Types of Salts
The salt we are most familiar with is common table salt, sodium chloride (NaCl). In chemistry, there is acidic, or hydrogen salt, such as calcium phosphate, which is used in baking soda. Basic, or alkali salts such as potassium cyanide are formed by hydrolysis. Any type of salt can form a crystal, because the catalyst is a saturated solution that is evaporated in some way.
Seed Crystals
To grow a crystalline formation in the case of salts, a seed crystal must be submerged in a supersaturated salt solution. A seed crystal is a small crystal that is treated in some way to encourage further crystallization.
Crystal Gardens
To grow more crystals from a treated seed crystal, an environment or medium must be conveyed for them to grow on. This is usually a substrate, a building material such as porous brick, a hard sponge or some rocks. This germinates a crystal garden, growing many times larger than the seed crystal.

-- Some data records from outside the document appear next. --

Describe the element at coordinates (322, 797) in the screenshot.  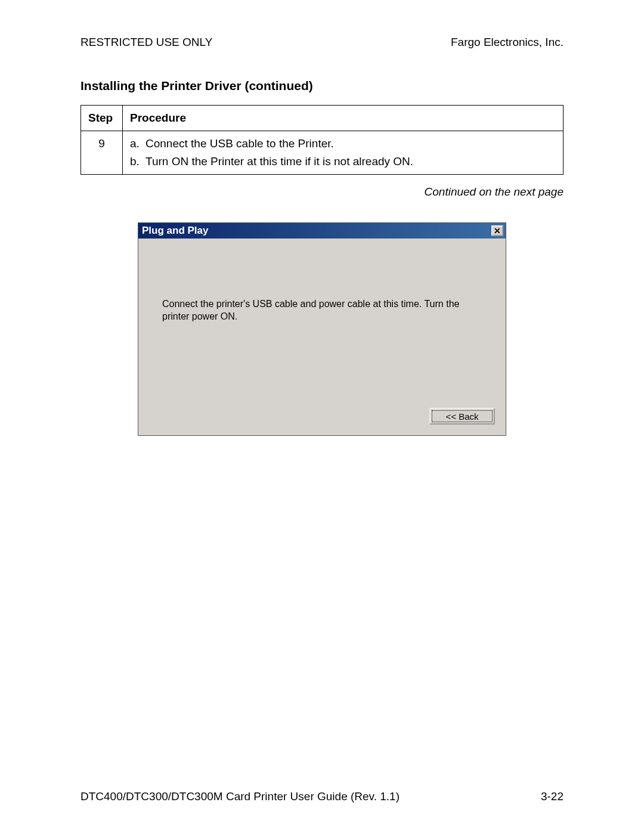
I see `page-footer: DTC400/DTC300/DTC300M Card Printer User …` at that location.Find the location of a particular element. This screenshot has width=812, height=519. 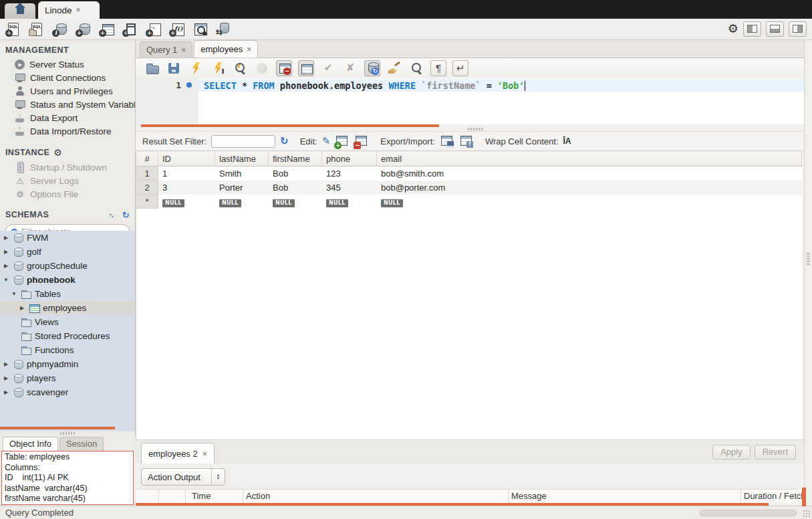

When this naturally occurs in nature, usually in some hollowed volcanic rock, it's called a geode.
Forming Large Crystals
Growing large crystals takes longer than creating a simple crystal garden, and usually requires a much longer soak in a saturated (or nearly saturated) solution. One thing to avoid as much as possible is vibration. Agitating a growing crystal causes nucleation, which may not stop the growing process, but may cause many small crystals to form instead of one large crystal.